What then are we to make of Jesus? This is the crunch - and it is
here that Spong gets into his stride. "I cannot remember a
time," he writes, "when Jesus was not important to me."
He continues:
I do not come to the task of seeking to redefine Jesus easily or
lightly ... as I approach this subject, I am not an objective
bystander ... Yet I must for my own integrity's sake seek to answer
the question ... "Who do you say that I am?"
The chapter Jesus Beyond Incarnation comes alive in a way
previous chapters on theism do not. Spong is forced to play some word
games in order to express what he means when he tries re-envisioning
Jesus. But that in entirely forgivable since, by his own admission, he
is venturing into a world where few bishops have gone before.
I have little doubt that the ways in which Spong has sought to
express his non-theistic understanding of Jesus will prove most valuable
to any seeker who reads this chapter. While his Jesus is still somewhat
skeletal, the general direction of Spong's thinking is challenging and
exciting.
It is important to note, I think, that the chapter Original Sin is
Out; the Reality of Evil is In fails in most respects to get to
grips with the problem of sin. It's all very well to demolish the now
wicked doctrine of original sin. What sensible soul would wish to
harbour that serpent? But nobody today that I know of has come to grips
with the concept of sin in today's world. We are gradually beginning to
formulate a concept of evil which is divorced from satanic demons.
Unfortunately, Spong doesn't seem aware of these beginnings.
However, readers should keep in mind in the latter chapters that
Spong was for many years an ecclesiastical civil servant, officially
vested in preserving the Christian tradition's appearance of verity and
probity.
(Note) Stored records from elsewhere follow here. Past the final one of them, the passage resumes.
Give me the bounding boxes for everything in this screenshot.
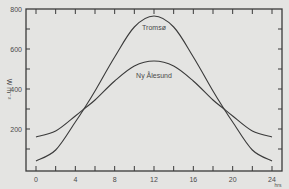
x-tick-label: 16 (189, 176, 197, 183)
x-tick-label: 20 (229, 176, 237, 183)
y-tick-label: 200 (10, 126, 22, 133)
x-tick-label: 8 (113, 176, 117, 183)
series-label-ny-alesund: Ny Ålesund (136, 71, 172, 80)
x-tick-label: 4 (73, 176, 77, 183)
y-tick-label: 800 (10, 6, 22, 13)
series-label-tromso: Tromsø (142, 24, 167, 31)
chart: 04812162024200400600800W m⁻²hrsTromsøNy … (0, 0, 289, 189)
series-line-tromso (36, 16, 272, 161)
y-axis-label: W m⁻² (6, 79, 13, 100)
x-axis-label: hrs (275, 182, 282, 188)
y-tick-label: 600 (10, 46, 22, 53)
x-tick-label: 0 (34, 176, 38, 183)
plot-frame (26, 9, 282, 171)
x-tick-label: 12 (150, 176, 158, 183)
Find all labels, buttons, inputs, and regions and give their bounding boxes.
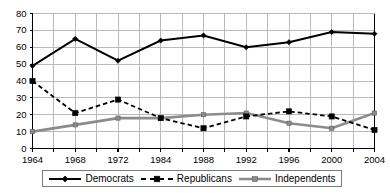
data-point-marker (30, 130, 34, 134)
y-axis-tick-label: 10 (0, 127, 27, 137)
data-point-marker (372, 31, 377, 36)
y-axis-tick-label: 20 (0, 110, 27, 120)
data-point-marker (372, 127, 377, 132)
x-axis-tick-label: 1964 (16, 155, 50, 165)
data-point-marker (158, 116, 163, 121)
legend-item-democrats[interactable]: Democrats (45, 173, 136, 185)
data-point-marker (252, 176, 257, 181)
x-axis-tick-label: 1972 (101, 155, 135, 165)
x-axis-tick-label: 1984 (144, 155, 178, 165)
x-axis-tick-label: 1992 (229, 155, 263, 165)
data-point-marker (73, 123, 77, 127)
data-point-marker (73, 110, 78, 115)
legend-item-independents[interactable]: Independents (235, 173, 339, 185)
legend-label-democrats: Democrats (85, 174, 133, 184)
legend-swatch-democrats-icon (48, 173, 82, 185)
data-point-marker (287, 121, 291, 125)
chart-legend: DemocratsRepublicansIndependents (42, 170, 342, 187)
data-point-marker (329, 114, 334, 119)
legend-swatch-republicans-icon (140, 173, 174, 185)
data-point-marker (286, 109, 291, 114)
data-point-marker (330, 126, 334, 130)
legend-item-republicans[interactable]: Republicans (137, 173, 235, 185)
x-axis-tick-label: 1996 (272, 155, 306, 165)
x-axis-tick-label: 2000 (315, 155, 349, 165)
y-axis-tick-label: 40 (0, 76, 27, 86)
y-axis-tick-label: 70 (0, 25, 27, 35)
data-point-marker (201, 33, 206, 38)
data-point-marker (286, 40, 291, 45)
y-axis-tick-label: 0 (0, 144, 27, 154)
x-axis-tick-label: 1968 (58, 155, 92, 165)
data-point-marker (116, 116, 120, 120)
data-point-marker (201, 126, 206, 131)
y-axis-tick-label: 60 (0, 42, 27, 52)
data-point-marker (30, 78, 35, 83)
legend-label-independents: Independents (275, 174, 336, 184)
data-point-marker (201, 113, 205, 117)
data-point-marker (244, 114, 249, 119)
y-axis-tick-label: 30 (0, 93, 27, 103)
x-axis-tick-label: 2004 (358, 155, 390, 165)
data-point-marker (115, 97, 120, 102)
y-axis-tick-label: 80 (0, 9, 27, 19)
y-axis-tick-label: 50 (0, 59, 27, 69)
legend-swatch-independents-icon (238, 173, 272, 185)
data-point-marker (154, 176, 160, 182)
data-point-marker (372, 111, 376, 115)
x-axis-tick-label: 1988 (187, 155, 221, 165)
data-point-marker (62, 176, 68, 182)
legend-label-republicans: Republicans (177, 174, 232, 184)
data-point-marker (244, 45, 249, 50)
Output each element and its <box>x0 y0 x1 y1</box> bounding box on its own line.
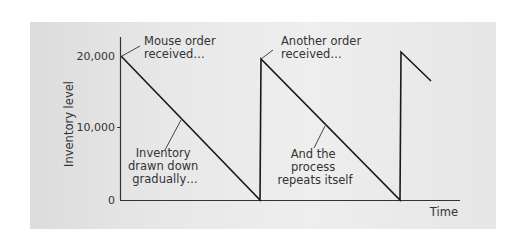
inventory-chart: 20,000 10,000 0 Inventory level Time Mou… <box>0 0 521 241</box>
y-axis-label: Inventory level <box>62 81 76 167</box>
annotation-mouse-order: Mouse order received… <box>144 34 219 61</box>
annotation-leader-1 <box>122 46 140 56</box>
tick-label-20000: 20,000 <box>77 50 116 63</box>
tick-label-0: 0 <box>108 194 115 207</box>
annotation-leader-3 <box>261 50 273 59</box>
annotation-another-order: Another order received… <box>281 34 365 61</box>
tick-label-10000: 10,000 <box>77 121 116 134</box>
x-axis-label: Time <box>429 205 458 219</box>
annotation-leader-4 <box>314 126 325 148</box>
annotation-drawn-down: Inventory drawn down gradually… <box>128 146 202 186</box>
annotation-repeats: And the process repeats itself <box>277 147 353 187</box>
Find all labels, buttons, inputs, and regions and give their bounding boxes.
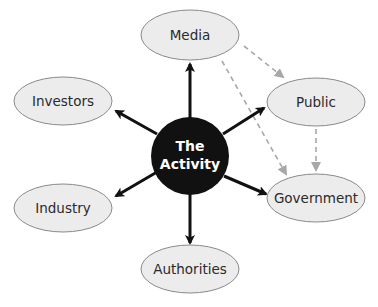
node-label-government: Government: [274, 190, 358, 206]
stakeholder-diagram: Media Investors Public Industry Governme…: [0, 0, 378, 307]
arrow-to-government: [224, 176, 266, 194]
node-media: Media: [141, 10, 239, 60]
node-investors: Investors: [14, 77, 112, 125]
node-label-authorities: Authorities: [153, 261, 227, 277]
node-label-media: Media: [170, 27, 211, 43]
node-industry: Industry: [14, 184, 112, 232]
arrow-to-investors: [116, 111, 157, 134]
dashed-arrow-media-to-government: [222, 61, 286, 174]
center-node-the-activity: The Activity: [151, 117, 229, 195]
arrow-to-industry: [116, 172, 157, 196]
node-government: Government: [267, 174, 365, 222]
node-authorities: Authorities: [141, 245, 239, 293]
center-label-line1: The: [175, 138, 204, 154]
dashed-arrow-media-to-public: [244, 46, 283, 77]
node-label-investors: Investors: [32, 93, 94, 109]
node-label-industry: Industry: [35, 200, 91, 216]
node-public: Public: [267, 78, 365, 126]
arrow-to-public: [223, 108, 264, 134]
node-label-public: Public: [296, 94, 336, 110]
center-label-line2: Activity: [160, 156, 220, 172]
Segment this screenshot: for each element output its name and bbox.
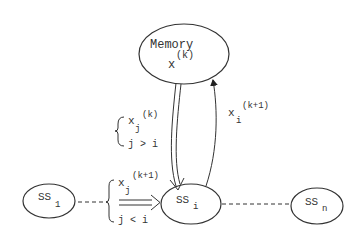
brace-icon <box>115 117 124 146</box>
ssi-label: SS <box>176 194 190 206</box>
svg-text:(k+1): (k+1) <box>242 101 269 111</box>
ssi-node: SS i <box>161 184 221 224</box>
memory-to-ssi-arrow <box>170 83 184 190</box>
svg-text:j: j <box>135 124 140 134</box>
ss1-to-ssi-label: x j (k+1) j < i <box>106 171 159 226</box>
svg-text:(k+1): (k+1) <box>132 171 159 181</box>
ssi-to-memory-label: x i (k+1) <box>228 101 269 126</box>
svg-text:x: x <box>128 115 135 127</box>
brace-icon <box>106 180 114 222</box>
ss1-sub: 1 <box>55 200 60 210</box>
diagram-canvas: Memory x (k) SS 1 SS i SS n x j <box>0 0 360 244</box>
ss1-label: SS <box>38 191 52 203</box>
svg-text:j > i: j > i <box>128 139 158 150</box>
memory-node: Memory x (k) <box>139 24 229 84</box>
svg-text:i: i <box>236 116 241 126</box>
ssi-sub: i <box>193 202 198 212</box>
svg-text:x: x <box>228 107 235 119</box>
memory-to-ssi-label: x j (k) j > i <box>115 110 158 150</box>
svg-text:j < i: j < i <box>118 215 148 226</box>
ssn-node: SS n <box>291 188 343 224</box>
ss1-node: SS 1 <box>23 184 75 218</box>
svg-text:x: x <box>118 177 125 189</box>
memory-sup: (k) <box>176 50 194 61</box>
memory-var: x <box>168 58 175 72</box>
ssn-sub: n <box>322 204 327 214</box>
svg-text:(k): (k) <box>142 110 158 120</box>
svg-text:j: j <box>125 186 130 196</box>
ssn-label: SS <box>305 196 319 208</box>
ss1-to-ssi-arrow <box>119 195 160 210</box>
ssi-to-memory-arrow <box>206 80 216 186</box>
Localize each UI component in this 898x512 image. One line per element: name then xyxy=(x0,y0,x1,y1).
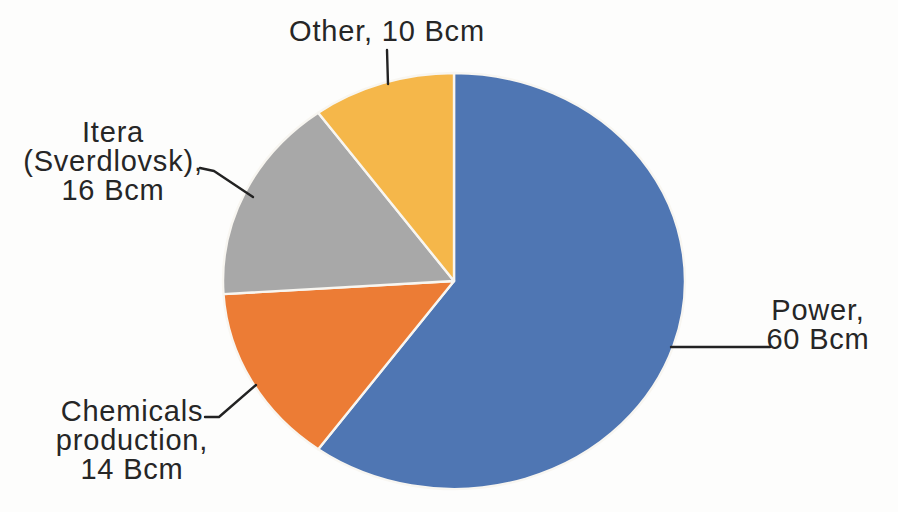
slice-label-other: Other, 10 Bcm xyxy=(267,16,507,46)
leader-line-other xyxy=(387,50,388,84)
slice-label-chemicals-production: Chemicals production, 14 Bcm xyxy=(32,397,232,484)
slice-label-power: Power, 60 Bcm xyxy=(738,296,898,354)
slice-label-itera-sverdlovsk: Itera (Sverdlovsk), 16 Bcm xyxy=(13,118,213,205)
pie-chart-figure: Other, 10 Bcm Itera (Sverdlovsk), 16 Bcm… xyxy=(0,0,898,512)
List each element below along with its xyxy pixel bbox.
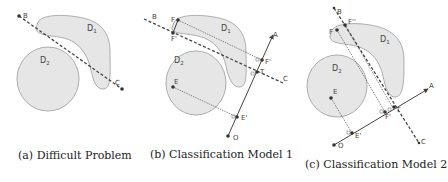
label-t: T <box>259 68 265 76</box>
label-f-proj: F' <box>265 58 271 66</box>
caption-panel-b: (b) Classification Model 1 <box>150 148 293 161</box>
right-angle-marker <box>380 110 383 113</box>
label-f: F <box>171 16 175 24</box>
label-f-dd: F'' <box>348 18 356 26</box>
label-a: A <box>273 31 278 39</box>
right-angle-marker <box>388 108 391 111</box>
label-b: B <box>23 12 28 20</box>
label-c: C <box>421 138 426 146</box>
region-d2 <box>17 47 79 111</box>
label-a: A <box>429 82 434 90</box>
label-o: O <box>338 142 344 150</box>
point-e-proj <box>350 131 354 135</box>
point-e-proj <box>235 115 239 119</box>
label-f-on-bc: F' <box>171 35 177 43</box>
point-b <box>333 7 336 10</box>
label-t: T <box>395 106 401 114</box>
point-t <box>255 70 259 74</box>
right-angle-marker <box>256 58 259 61</box>
point-c <box>120 87 124 91</box>
figure: B C D1 D2 <box>0 0 448 182</box>
panel-c: B F'' F A T F' C E E' O D1 D2 <box>307 7 434 150</box>
label-c: C <box>115 79 120 87</box>
point-f-proj <box>260 58 264 62</box>
label-e-proj: E' <box>355 132 361 140</box>
point-o <box>332 143 336 147</box>
label-e: E <box>333 88 337 96</box>
label-e-proj: E' <box>241 114 247 122</box>
caption-panel-c: (c) Classification Model 2 <box>305 158 447 171</box>
caption-panel-a: (a) Difficult Problem <box>18 149 132 162</box>
point-b <box>17 14 21 18</box>
right-angle-marker <box>347 131 350 134</box>
point-c <box>418 142 421 145</box>
label-e: E <box>174 78 178 86</box>
label-f-proj: F' <box>385 113 391 121</box>
point-e <box>329 96 333 100</box>
point-f <box>176 18 180 22</box>
label-c: C <box>283 75 288 83</box>
panel-a: B C D1 D2 <box>17 12 124 111</box>
label-b: B <box>152 13 157 21</box>
point-f <box>335 28 339 32</box>
point-f-dd <box>343 23 347 27</box>
label-b: B <box>337 8 342 16</box>
point-o <box>226 134 230 138</box>
panel-b: B F F' A F' T C E E' O D1 D2 <box>144 13 288 142</box>
label-f: F <box>329 28 333 36</box>
right-angle-marker <box>251 72 254 75</box>
label-o: O <box>233 134 239 142</box>
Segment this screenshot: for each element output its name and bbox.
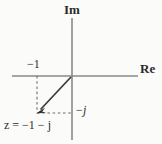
real-axis-label: Re: [140, 62, 155, 75]
complex-plane-figure: Im Re −1 −j z = −1 − j: [0, 0, 162, 144]
tick-label-negative-one: −1: [27, 58, 40, 70]
tick-label-negative-j: −j: [75, 104, 86, 116]
imaginary-axis-label: Im: [64, 3, 80, 16]
point-label-z: z = −1 − j: [4, 119, 51, 131]
vector-z: [41, 77, 72, 110]
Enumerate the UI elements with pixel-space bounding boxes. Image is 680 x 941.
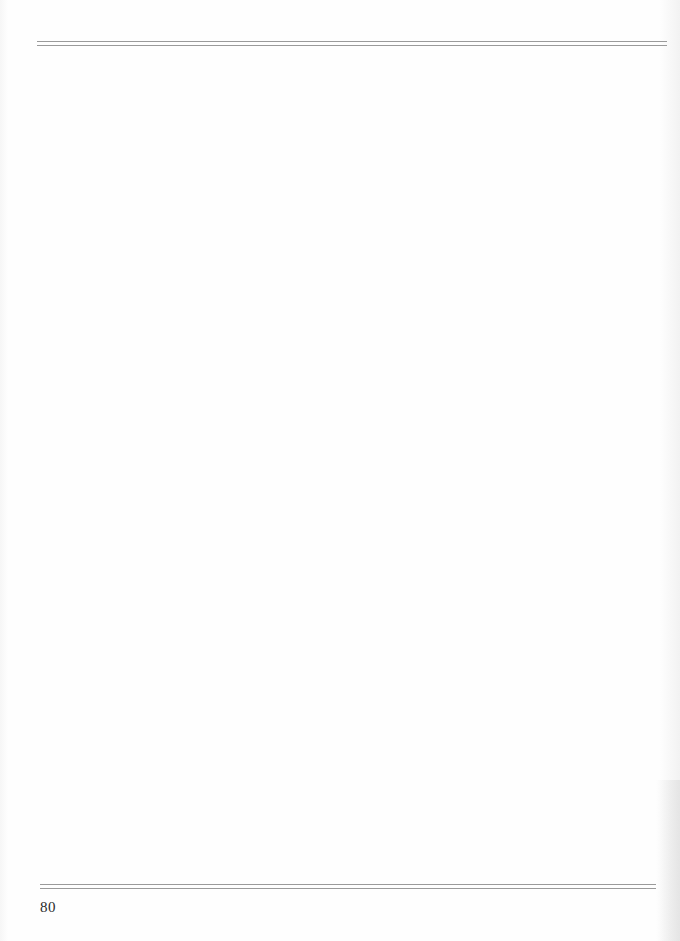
header-double-rule [37,41,667,46]
page-number: 80 [40,899,56,916]
scan-edge-shadow [656,780,680,941]
footer-double-rule [40,884,656,889]
document-page: 80 [0,0,680,941]
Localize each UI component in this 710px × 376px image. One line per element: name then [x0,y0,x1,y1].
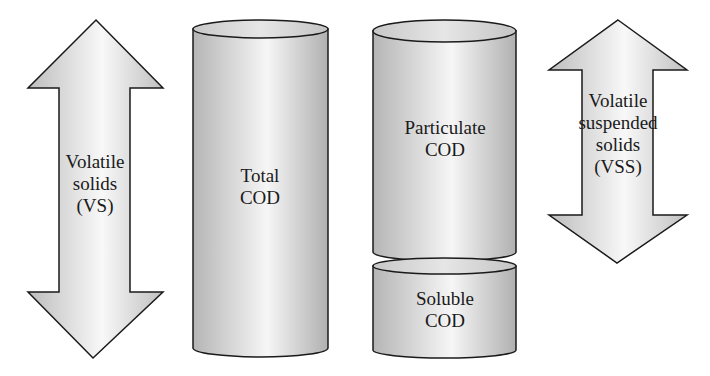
vs-label-line: (VS) [50,195,140,217]
total-cod-label-line: COD [200,187,320,209]
vs-label-line: Volatile [50,151,140,173]
vss-label-line: (VSS) [568,156,668,178]
vs-label: Volatile solids (VS) [50,151,140,217]
soluble-cod-label-line: COD [380,310,510,332]
particulate-cod-label-line: Particulate [380,117,510,139]
vs-label-line: solids [50,173,140,195]
soluble-cod-label: Soluble COD [380,288,510,332]
vss-label-line: suspended [568,112,668,134]
total-cod-label: Total COD [200,165,320,209]
soluble-cod-label-line: Soluble [380,288,510,310]
vss-label-line: solids [568,134,668,156]
vss-label: Volatile suspended solids (VSS) [568,90,668,178]
particulate-cod-label-line: COD [380,139,510,161]
total-cod-label-line: Total [200,165,320,187]
particulate-cod-label: Particulate COD [380,117,510,161]
vss-label-line: Volatile [568,90,668,112]
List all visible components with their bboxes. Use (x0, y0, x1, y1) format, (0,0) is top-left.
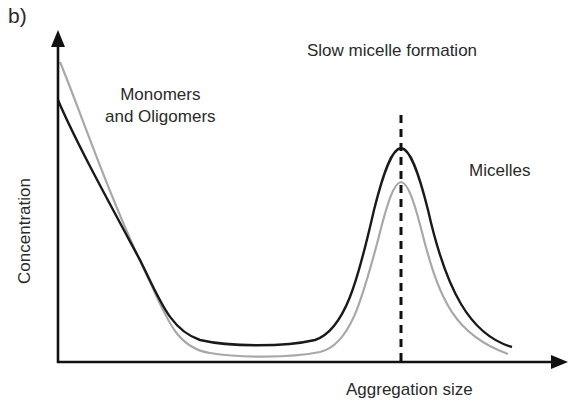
x-axis-arrow-icon (551, 355, 568, 369)
gray-curve (60, 62, 508, 357)
dark-curve (58, 100, 512, 347)
y-axis-arrow-icon (51, 30, 65, 47)
chart-canvas (0, 0, 573, 411)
His observations about evangelism, prayer (that perennial
"must have" of Christian living) and the ecclesiastical
establishments are consequently both interesting and stimulating.
Spong correctly focuses on what exiled Christians are to do about the
Church. How is it possible to stay in the hallowed pews if Jesus is not
God and God is dead? Nothing obvious presents itself and Spong admits
that he doesn't know what lies ahead in the long run. But I suspect that
he's too sanguine about the Church of tomorrow. Will it die?
That is what the process will look like initially, but that is not
what will occur ... sources of new life will feed individual communities
of faith within dying worldwide churches and denominations.
If he is correct, I wonder how the Christian establishment in its
many forms will be able to tolerate rank heresy within. Even in the
broad Church of England, for instance, there are apparently inexorable
moves to outlaw free speech from the pulpit. Any clergy who break ranks
and expose the stupidities of much doctrine will feel the lash of canon
law.
In other words, I suspect that Spong has failed to grasp the enormity
of the challenge which faces the Church. That challenge is not merely
how to understand God and Jesus if you are a Christian. It's how to
understand God and Jesus if you're a normal secular person living in an
almost totally secular society, and how live out that understanding
amongst those for whom it is to all intents and purposes irrelevant.
In this situation a mere reformation such as Spong envisages is
unlikely to get very far. I don't like to talk of revolution, for that
sort of change destroys without altering the fundamentals. The latter
take a very long time to modify.
Even if not a revolution, I think that what must happen before Jesus
takes a new lease of life in the world is much more radical than Spong
imagines. Having said that, this book is an excellent introduction to
the Christian exile seeking new life and light in the name of Jesus.